In a pathbreaking paper, The Allocation of Talent and U.S. Economic Growth, Jones, Hsieh, Hurst, and Klenow connect a micro allocation model to a macro growth model to estimate that the lifting of much discrimination in the United States since 1960 has had a large effect on economic growth:

In 1960, 94 percent of doctors were white men, as were 96 percent of lawyers and 86 percent of managers. By 2008, these numbers had fallen to 63, 61, and 57 percent, respectively. Given that innate talent for these professions is unlikely to differ between men and women or between blacks and whites, the allocation of talent in 1960 suggests that a substantial pool of innately talented black men, black women, and white women were not pursuing their comparative advantage.
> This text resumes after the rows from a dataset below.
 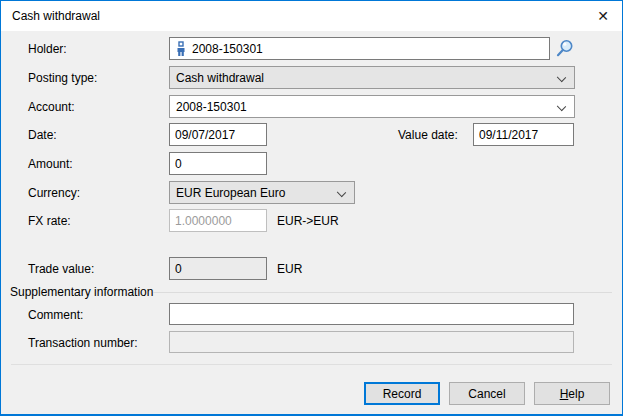 I want to click on date-input, so click(x=218, y=134). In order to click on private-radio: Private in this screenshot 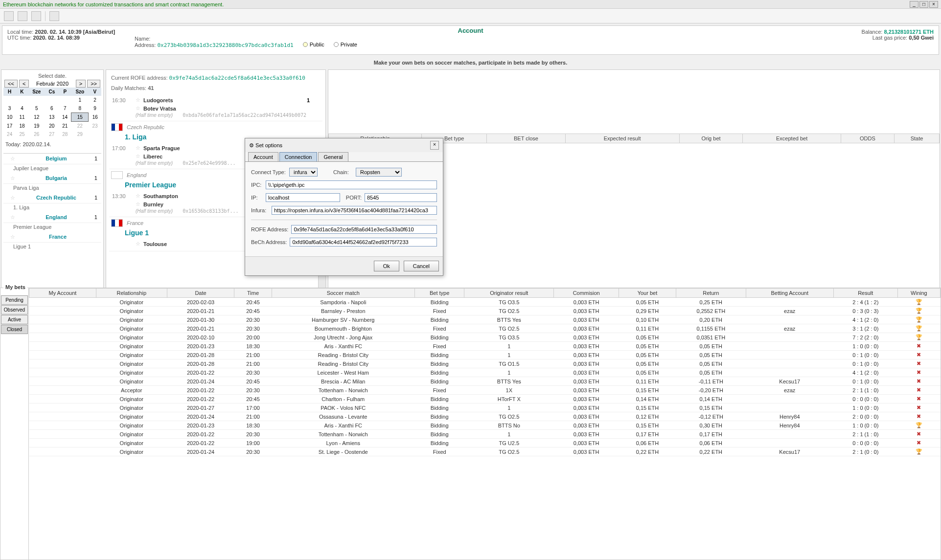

This paper estimates the contribution to U.S. economic growth from the changing occupational allocation of white women, black men, and black women between 1960 and 2008. We find that the contribution is significant: 17 to 20 percent of growth over this period might be explained simply by the improved allocation of talent within the United States.

In other words, the United States has benefited greatly from the growth of justice.

Does the well-off law professor have cause to complain?

This guy is the blogging topic of the weekend; his family earns $455,000 a year (addendum: this number seems not to be true) and yet he worries about his taxes going up and the resulting diminution of real income.  I think we cannot permanently extend the Bush tax cuts; nonetheless, being a contrarian, I would like to explore the question of when a wealthy person has cause to complain.  I read about this guy and his pitchfork and it genuinely scared me, especially his description of Ben Stein and his intermingling of the political and the aesthetic.

Let's say you live in a country which has some rich people, some people in the lower middle class, and some very very poor people.  Or let's say you are a non-nationalist cosmopolitan.  Or let's say they discovered the indigenous people in Alaska and New Mexico were worse off than we had thought. 

In such societies, do the "lower middle class but not very poor people" have cause to complain?  After all, some large group of others has it much, much tougher.  Doesn't everyone who might suffer a loss have a potential claim to complain?  At what percentile of wealth does your claim to complain go away or diminish?  Even if it's an exponential function, can't Henderson's complaint lie within the shaded area, small though that region may be?  Can't a rich person point out that he has a higher MU of money than a non-rich person might think?  Or must that necessarily offend others?  What kind of genuflections must he package along with that information, so as to avoid being considered offensive?

Do you have more of a right to complain about taxes if you were going to spend the money, bringing about the treasured "stimulus," noting that right now the wealthy are more inclined to spend?  Do spendthrift wealthy people have a stronger right to complain if the multiplier on their potential spending is 1.5 rather than 0.6?  Should wealthy people simply acquiesce to any policy change that leaves them in the top two percent, and keep their mouths shut in the meantime?

If you are wealthy, and complain about a pending loss, must you each time note that some people — many people — are worse off than you are?  If you read a bad complaint, and complain about it, must you note that other people are stuck reading far worse material?  Or is it OK just to complain?  What if some other country's rich people support political tyranny, or perhaps an oppressive caste system, or maybe they don't pay any taxes at all?  Can you still complain about your rich people?  Or must you put in a disclaimer that you don't really have it so bad, given that others, in other countries, are stuck with even worse rich people?

Beware of moral arguments which do not address "At which margin?"  I see a lot of attempts to lower the status of Todd Henderson, but not much real moral engagement.  

A lot of people just like to complain, and that includes complaining about the complaining of others.  

Oddly — or perhaps not – it's the people who feel they deserve their money who are the most likely to give it away.